When Ben Wizner joined the American Civil Liberties Union as a staff attorney in 2001, he never thought his main dockets would include representing the victims of domestic surveillance and torture. But since Sept. 11, the Brooklyn resident has been traveling to Guantanamo Bay, representing torture victims and obtaining documents proving the government labeled activist groups as "terrorists." In Tampa as part of a forum addressing the balance between civil liberties and security, Wizner sat down with Creative Loafing to talk about the state of civil liberties post-Sept. 11.

Creative Loafing: From torture to the NSA spying program, I hear the argument that these programs are only being used on terrorists, so U.S. citizens have nothing to worry about. How do you respond to those claims?

Ben Wizner: First of all, we should be very suspicious of their definition of terrorists. I've done a lot of work under the Freedom of Information Act about the information that has been gathered by the FBI and parts of the Pentagon on peaceful protesters under the label of terrorism and counter-terrorism. You've had Food Not Bombs [an organization that feeds vegetarian food to the homeless]; you've had the Thomas Merton Center, which is a left-wing religious group in Pittsburgh; and you've had all kinds of groups like this put in terrorism files, so what does terrorism mean?

But I also turn that around a little bit, because you hear that argument not just from the government but from people who say, 'I'm not a criminal. I'm doing nothing wrong. Therefore, I have nothing to hide. Therefore, I don't care if the government is listening to all conversations.'

But privacy is not about concealing crime. Privacy is a basic human right, and it's part of our dignity as individuals. People do have things to hide — we all do — and there are very mundane examples of that: When you go to the bathroom you close the door; when you talk on your cell phone you look around; when you kiss your girlfriend in a park you don't do it right in front of other people. There are critical elements of our lives that we know are private. I really think people have lost sight of what privacy is.

CL: In your research for the ACLU, have you found other little-known ways the government is tracking citizens?

BW: I had read somewhere that data from the EZ Pass is stored, so that when you drive through tolls people are able to use it to track you. It is being used in divorce cases. People don't even think about that, you know, that their movements are being tracked in so many ways.

CL: Is there anything you do special to avoid surveillance, seeing as you know all of these programs and their possible abuse?
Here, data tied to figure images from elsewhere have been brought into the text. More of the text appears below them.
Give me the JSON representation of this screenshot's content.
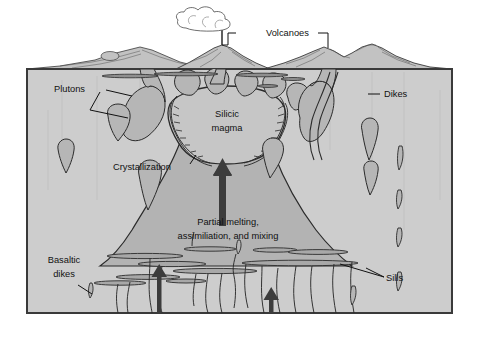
{
  "figure": {
    "type": "geological-cross-section-diagram"
  },
  "colors": {
    "page_background": "#ffffff",
    "crust_fill": "#cdcdcd",
    "crust_border": "#3a3a3a",
    "magma_body_fill": "#b3b3b3",
    "magma_chamber_fill": "#c6c6c6",
    "pluton_fill": "#b6b6b6",
    "sill_fill": "#a8a8a8",
    "outline": "#2b2b2b",
    "arrow_fill": "#3c3c3c",
    "leader_line": "#111111",
    "cloud_fill": "#ffffff",
    "volcano_fill": "#c2c2c2",
    "label_text": "#111111"
  },
  "labels": {
    "volcanoes": "Volcanoes",
    "plutons": "Plutons",
    "dikes": "Dikes",
    "silicic_magma_line1": "Silicic",
    "silicic_magma_line2": "magma",
    "crystallization": "Crystallization",
    "partial_melting_line1": "Partial melting,",
    "partial_melting_line2": "assimiliation, and mixing",
    "basaltic_dikes_line1": "Basaltic",
    "basaltic_dikes_line2": "dikes",
    "sills": "Sills"
  },
  "features": {
    "eruption_plume": "cloud",
    "ascent_arrows": 3,
    "volcano_cones": 3,
    "surface_line": "ground-surface"
  }
}
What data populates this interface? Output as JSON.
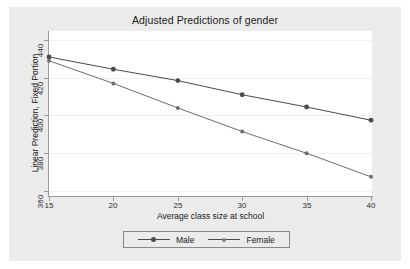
{
  "chart_data": {
    "type": "line",
    "title": "Adjusted Predictions of gender",
    "xlabel": "Average class size at school",
    "ylabel": "Linear Prediction, Fixed Portion",
    "x": [
      15,
      20,
      25,
      30,
      35,
      40
    ],
    "xticks": [
      "15",
      "20",
      "25",
      "30",
      "35",
      "40"
    ],
    "yticks": [
      "360",
      "380",
      "400",
      "420",
      "440"
    ],
    "xlim": [
      15,
      40
    ],
    "ylim": [
      355,
      443
    ],
    "grid": "horizontal",
    "legend_position": "bottom",
    "series": [
      {
        "name": "Male",
        "values": [
          431,
          424.5,
          418.5,
          411,
          404.5,
          397.5
        ],
        "color": "#4a4a4a",
        "marker": "filled-circle"
      },
      {
        "name": "Female",
        "values": [
          429,
          417,
          404,
          391.5,
          380,
          367.5
        ],
        "color": "#6e6e6e",
        "marker": "small-circle"
      }
    ]
  },
  "legend": {
    "entries": [
      {
        "label": "Male"
      },
      {
        "label": "Female"
      }
    ]
  },
  "colors": {
    "graph_background": "#ebebeb",
    "plot_background": "#ffffff",
    "axis": "#9a9a9a",
    "gridline": "#f0f0f0",
    "series_male": "#4a4a4a",
    "series_female": "#6e6e6e"
  }
}
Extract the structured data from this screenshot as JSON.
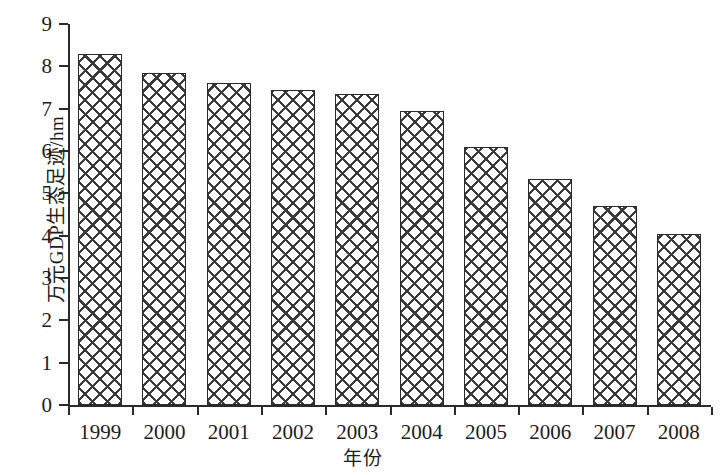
{
  "chart_data": {
    "type": "bar",
    "title": "",
    "xlabel": "年份",
    "ylabel": "万元GDP生态足迹/hm",
    "categories": [
      "1999",
      "2000",
      "2001",
      "2002",
      "2003",
      "2004",
      "2005",
      "2006",
      "2007",
      "2008"
    ],
    "values": [
      8.3,
      7.85,
      7.6,
      7.45,
      7.35,
      6.95,
      6.1,
      5.35,
      4.7,
      4.05
    ],
    "ylim": [
      0,
      9
    ],
    "yticks": [
      0,
      1,
      2,
      3,
      4,
      5,
      6,
      7,
      8,
      9
    ],
    "ytick_labels": [
      "0",
      "1",
      "2",
      "3",
      "4",
      "5",
      "6",
      "7",
      "8",
      "9"
    ],
    "grid": false,
    "legend": null,
    "series": [
      {
        "name": "万元GDP生态足迹",
        "values": [
          8.3,
          7.85,
          7.6,
          7.45,
          7.35,
          6.95,
          6.1,
          5.35,
          4.7,
          4.05
        ]
      }
    ],
    "bar_style": {
      "fill": "#ffffff",
      "pattern": "crosshatch",
      "pattern_color": "#3a3a3a",
      "edge_color": "#2b2b2b"
    },
    "axis_color": "#2a2a2a"
  }
}
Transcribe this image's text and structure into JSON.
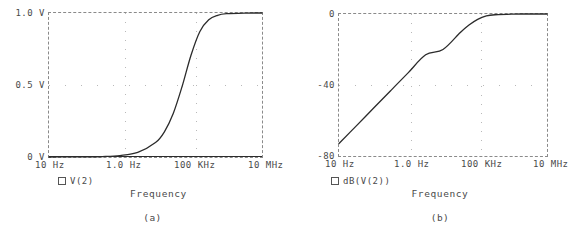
{
  "figure": {
    "panels": [
      {
        "caption": "(a)",
        "axis_title": "Frequency",
        "legend": {
          "marker": "square-marker",
          "label": "V(2)"
        },
        "chart": {
          "type": "line",
          "title": "",
          "xlabel": "Frequency",
          "ylabel": "",
          "xscale": "log",
          "xlim": [
            10,
            10000000
          ],
          "ylim": [
            0,
            1.0
          ],
          "grid": true,
          "legend_position": "below-left",
          "xticks": [
            {
              "value": 10,
              "label": "10 Hz"
            },
            {
              "value": 1000,
              "label": "1.0 Hz"
            },
            {
              "value": 100000,
              "label": "100 KHz"
            },
            {
              "value": 10000000,
              "label": "10 MHz"
            }
          ],
          "yticks": [
            {
              "value": 0,
              "label": "0 V"
            },
            {
              "value": 0.5,
              "label": "0.5 V"
            },
            {
              "value": 1.0,
              "label": "1.0 V"
            }
          ],
          "series": [
            {
              "name": "V(2)",
              "x": [
                10,
                31.6,
                100,
                316,
                1000,
                3160,
                10000,
                17800,
                31600,
                56200,
                100000,
                178000,
                316000,
                562000,
                1000000,
                3160000,
                10000000
              ],
              "y": [
                0.0001,
                0.0003,
                0.001,
                0.0032,
                0.01,
                0.0316,
                0.1,
                0.175,
                0.302,
                0.49,
                0.707,
                0.872,
                0.953,
                0.984,
                0.995,
                0.9995,
                1.0
              ]
            }
          ]
        }
      },
      {
        "caption": "(b)",
        "axis_title": "Frequency",
        "legend": {
          "marker": "square-marker",
          "label": "dB(V(2))"
        },
        "chart": {
          "type": "line",
          "title": "",
          "xlabel": "Frequency",
          "ylabel": "",
          "xscale": "log",
          "xlim": [
            10,
            10000000
          ],
          "ylim": [
            -80,
            0
          ],
          "grid": true,
          "legend_position": "below-left",
          "xticks": [
            {
              "value": 10,
              "label": "10 Hz"
            },
            {
              "value": 1000,
              "label": "1.0 Hz"
            },
            {
              "value": 100000,
              "label": "100 KHz"
            },
            {
              "value": 10000000,
              "label": "10 MHz"
            }
          ],
          "yticks": [
            {
              "value": 0,
              "label": "0"
            },
            {
              "value": -40,
              "label": "-40"
            },
            {
              "value": -80,
              "label": "-80"
            }
          ],
          "series": [
            {
              "name": "dB(V(2))",
              "x": [
                10,
                31.6,
                100,
                316,
                1000,
                3160,
                10000,
                31600,
                56200,
                100000,
                178000,
                316000,
                1000000,
                3160000,
                10000000
              ],
              "y": [
                -73.0,
                -63.0,
                -53.0,
                -43.0,
                -33.0,
                -23.0,
                -20.0,
                -10.4,
                -6.2,
                -3.0,
                -1.1,
                -0.42,
                -0.04,
                -0.004,
                0.0
              ]
            }
          ]
        }
      }
    ]
  },
  "style": {
    "curve_color": "#2b2b2b",
    "frame_color": "#8a8a8a",
    "grid_color": "#b9b9b9",
    "text_color": "#4a4a4a",
    "background": "#ffffff"
  }
}
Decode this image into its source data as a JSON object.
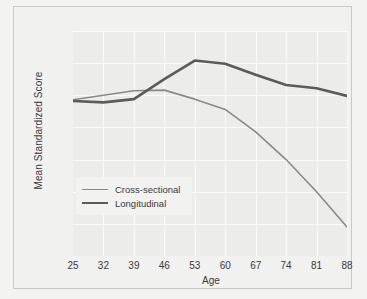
{
  "chart_data": {
    "type": "line",
    "title": "",
    "xlabel": "Age",
    "ylabel": "Mean Standardized Score",
    "x": [
      25,
      32,
      39,
      46,
      53,
      60,
      67,
      74,
      81,
      88
    ],
    "xtick_labels": [
      "25",
      "32",
      "39",
      "46",
      "53",
      "60",
      "67",
      "74",
      "81",
      "88"
    ],
    "ytick_labels": [
      "30",
      "35",
      "40",
      "45",
      "50",
      "55",
      "60",
      "65"
    ],
    "yticks": [
      30,
      35,
      40,
      45,
      50,
      55,
      60,
      65
    ],
    "xlim": [
      25,
      88
    ],
    "ylim": [
      30,
      65
    ],
    "grid": true,
    "legend_position": "inside-lower-left",
    "series": [
      {
        "name": "Cross-sectional",
        "color": "#8a8a8a",
        "width": 1.6,
        "values": [
          54.3,
          55.0,
          55.7,
          55.8,
          54.4,
          52.8,
          49.3,
          45.0,
          40.0,
          34.5
        ]
      },
      {
        "name": "Longitudinal",
        "color": "#5b5b5b",
        "width": 2.6,
        "values": [
          54.1,
          53.9,
          54.4,
          57.5,
          60.4,
          59.9,
          58.2,
          56.6,
          56.1,
          54.9
        ]
      }
    ]
  },
  "legend": {
    "items": [
      {
        "label": "Cross-sectional"
      },
      {
        "label": "Longitudinal"
      }
    ]
  },
  "axes": {
    "x_title": "Age",
    "y_title": "Mean Standardized Score"
  }
}
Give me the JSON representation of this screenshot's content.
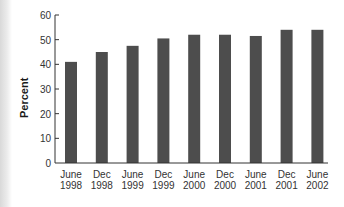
{
  "chart_data": {
    "type": "bar",
    "title": "",
    "xlabel": "",
    "ylabel": "Percent",
    "ylim": [
      0,
      60
    ],
    "yticks": [
      0,
      10,
      20,
      30,
      40,
      50,
      60
    ],
    "grid": false,
    "legend": null,
    "categories": [
      [
        "June",
        "1998"
      ],
      [
        "Dec",
        "1998"
      ],
      [
        "June",
        "1999"
      ],
      [
        "Dec",
        "1999"
      ],
      [
        "June",
        "2000"
      ],
      [
        "Dec",
        "2000"
      ],
      [
        "June",
        "2001"
      ],
      [
        "Dec",
        "2001"
      ],
      [
        "June",
        "2002"
      ]
    ],
    "values": [
      41,
      45,
      47.5,
      50.5,
      52,
      52,
      51.5,
      54,
      54
    ],
    "bar_color": "#4d4d4d",
    "axis_color": "#333333"
  }
}
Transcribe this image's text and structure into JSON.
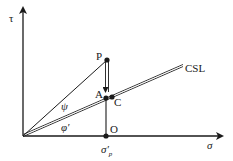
{
  "diagram": {
    "axes": {
      "y_label": "τ",
      "x_label": "σ"
    },
    "points": {
      "P": "P",
      "A": "A",
      "C": "C",
      "O": "O"
    },
    "line_label": "CSL",
    "angles": {
      "psi": "ψ",
      "phi": "φ′"
    },
    "x_marker": {
      "symbol": "σ′",
      "subscript": "p"
    },
    "colors": {
      "ink": "#1a1a1a",
      "background": "#ffffff"
    }
  }
}
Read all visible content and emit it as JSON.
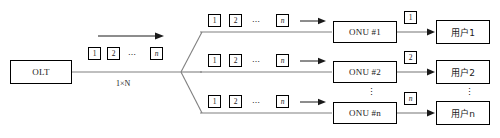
{
  "diagram": {
    "splitter_label": "1×N",
    "olt": {
      "label": "OLT"
    },
    "trunk_packets": {
      "first": "1",
      "second": "2",
      "ellipsis": "⋯",
      "last": "n"
    },
    "branches": [
      {
        "packets": {
          "first": "1",
          "second": "2",
          "ellipsis": "⋯",
          "last": "n"
        },
        "onu": "ONU #1",
        "drop_packet": "1",
        "user": "用户1"
      },
      {
        "packets": {
          "first": "1",
          "second": "2",
          "ellipsis": "⋯",
          "last": "n"
        },
        "onu": "ONU #2",
        "drop_packet": "2",
        "user": "用户2"
      },
      {
        "packets": {
          "first": "1",
          "second": "2",
          "ellipsis": "⋯",
          "last": "n"
        },
        "onu": "ONU #n",
        "drop_packet": "n",
        "user": "用户n"
      }
    ],
    "vertical_ellipsis": "⋮",
    "colors": {
      "line": "#808080",
      "box_border": "#000000",
      "text": "#1a1a1a",
      "background": "#ffffff"
    }
  }
}
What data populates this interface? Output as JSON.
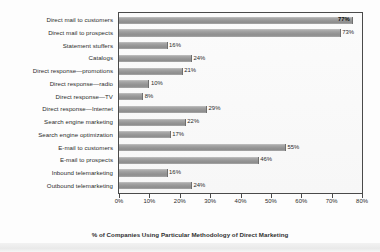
{
  "chart_data": {
    "type": "bar",
    "orientation": "horizontal",
    "title": "",
    "xlabel": "% of Companies Using Particular Methodology of Direct Marketing",
    "ylabel": "",
    "xlim": [
      0,
      80
    ],
    "xticks": [
      "0%",
      "10%",
      "20%",
      "30%",
      "40%",
      "50%",
      "60%",
      "70%",
      "80%"
    ],
    "xtick_values": [
      0,
      10,
      20,
      30,
      40,
      50,
      60,
      70,
      80
    ],
    "grid": false,
    "legend": false,
    "categories": [
      "Direct mail to customers",
      "Direct mail to prospects",
      "Statement stuffers",
      "Catalogs",
      "Direct response—promotions",
      "Direct response—radio",
      "Direct response—TV",
      "Direct response—Internet",
      "Search engine marketing",
      "Search engine optimization",
      "E-mail to customers",
      "E-mail to prospects",
      "Inbound telemarketing",
      "Outbound telemarketing"
    ],
    "values": [
      77,
      73,
      16,
      24,
      21,
      10,
      8,
      29,
      22,
      17,
      55,
      46,
      16,
      24
    ],
    "value_labels": [
      "77%",
      "73%",
      "16%",
      "24%",
      "21%",
      "10%",
      "8%",
      "29%",
      "22%",
      "17%",
      "55%",
      "46%",
      "16%",
      "24%"
    ],
    "label_placement": [
      "inside",
      "outside",
      "outside",
      "outside",
      "outside",
      "outside",
      "outside",
      "outside",
      "outside",
      "outside",
      "outside",
      "outside",
      "outside",
      "outside"
    ],
    "bar_color": "#9a9a9a",
    "frame_color": "#4a4a4a",
    "text_color": "#2b2b2b"
  }
}
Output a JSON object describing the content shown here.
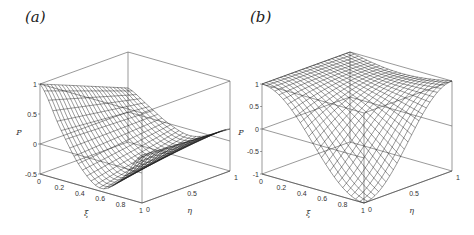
{
  "panels": [
    {
      "label": "(a)"
    },
    {
      "label": "(b)"
    }
  ],
  "chart_data": [
    {
      "type": "surface",
      "title": "(a)",
      "xlabel": "ξ",
      "ylabel": "η",
      "zlabel": "P",
      "xlim": [
        0,
        1
      ],
      "ylim": [
        0,
        1
      ],
      "zlim": [
        -0.5,
        1
      ],
      "xticks": [
        "0",
        "0.2",
        "0.4",
        "0.6",
        "0.8",
        "1"
      ],
      "yticks": [
        "0",
        "0.5",
        "1"
      ],
      "zticks": [
        "-0.5",
        "0",
        "0.5",
        "1"
      ],
      "grid": false,
      "box": true,
      "description": "Wireframe mesh surface: P=1 at ξ=0, dips to a minimum near ξ≈0.6 (~-0.5), rises again toward ξ=1; amplitude decreases with η",
      "projection": {
        "origin": [
          40,
          174
        ],
        "ex": [
          102,
          29
        ],
        "ey": [
          88,
          -32
        ],
        "ez": 60
      },
      "surface_samples": {
        "xi": [
          0,
          0.2,
          0.4,
          0.6,
          0.8,
          1
        ],
        "eta0": [
          1.0,
          0.35,
          -0.2,
          -0.45,
          -0.2,
          0.3
        ],
        "eta1": [
          0.4,
          0.2,
          0.0,
          -0.1,
          0.0,
          0.2
        ]
      }
    },
    {
      "type": "surface",
      "title": "(b)",
      "xlabel": "ξ",
      "ylabel": "η",
      "zlabel": "P",
      "xlim": [
        0,
        1
      ],
      "ylim": [
        0,
        1
      ],
      "zlim": [
        -1,
        1
      ],
      "xticks": [
        "0",
        "0.2",
        "0.4",
        "0.6",
        "0.8",
        "1"
      ],
      "yticks": [
        "0",
        "0.5",
        "1"
      ],
      "zticks": [
        "-1",
        "-0.5",
        "0",
        "0.5",
        "1"
      ],
      "grid": false,
      "box": true,
      "description": "Wireframe mesh surface: P=1 at ξ=0, falls to -1 at ξ=1 for η=0, saddle-like trough rising to peak 1 along η=1",
      "projection": {
        "origin": [
          262,
          174
        ],
        "ex": [
          102,
          29
        ],
        "ey": [
          88,
          -32
        ],
        "ez": 45
      },
      "surface_samples": {
        "xi": [
          0,
          0.2,
          0.4,
          0.6,
          0.8,
          1
        ],
        "eta0": [
          1.0,
          0.81,
          0.31,
          -0.31,
          -0.81,
          -1.0
        ],
        "eta1": [
          1.0,
          1.0,
          1.0,
          1.0,
          1.0,
          1.0
        ]
      }
    }
  ]
}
BW: I pay cash at tolls. [Laughs.] I don't know why. It's habit. I certainly buy things with my credit card even though I know that's a way [to track people]. When you get your credit card frozen because you're traveling away from home and the company is suspicious it might have been stolen, you realize that there is a whole network of tracking information out there.

CL: What were some of the most striking aspects of your visits to Guantanamo, on a personal level?

BW: The overwhelming sense that you have when you're in Guantanamo is that you're being lied to all the time. That it is really a propaganda media war room than it is anything else. It's not about justice; it's about projecting an image of justice and changing a narrative of us having swept up a bunch of innocent people there.

CL: What's the most harrowing story you've heard from those held captive there?

BW: The most harrowing stories I've heard have not been from Guantanamo. They have been from CIA secret prisons, and they've been quite harrowing. And many of them are told in our most recent legal complaint.

We filed a lawsuit on behalf of five torture victims against a subsidiary of the Boeing Company, which had been involved in their transport and rendition and knew what was going on and profiting off the program. And some of the accounts that you hear from these people in secret prisons — either in Eastern Europe or Afghanistan or Morocco — are just breathtaking and they're evil.

People being cut with scalpels on intimate parts of their body. People being subjected to total darkness for weeks at a time. Loud music, 24 hours a day being blared into their cells. Being woken up every 30 minutes if they manage to fall asleep. People writing in their own blood on the walls of their cells 'I am innocent,' thinking they were going to die there.

This was not done in the heat of the moment following a terrorist attack, with someone snatched off to prevent the next one. This was systematic. This was top down. These were techniques developed from high-level people within the CIA with input from psychologists that were designed to break people. And they did.

I can't imagine that you could get anything of value from such a person. One of our clients was subjected to so much torture he hadn't seen sunlight for over two years. He confessed to being part of a dirty bomb plot with Jose Padilla — someone who he had never heard of and never met. He wasn't even on the same continent at the same time. There are more stories like that.

CL: What do you think the average citizen can do to stop these abuses?

BW: I think that in the short term we have to make clear to people running for office that we don't just care about pocketbook issues, we don't just care about the war in Iraq but issues that go to the core of who we are as Americans. Like habeas corpus — the idea that if you're being held you can go before a judge to determine if there is ample cause to hold you.

Surveillance, torture — all of these have to be part of political campaigns. They have to be part of the discussion.

Ending these policies is not simply a matter of getting rid of the current Administration. It's making sure the next administration sees these [issues] as high priorities.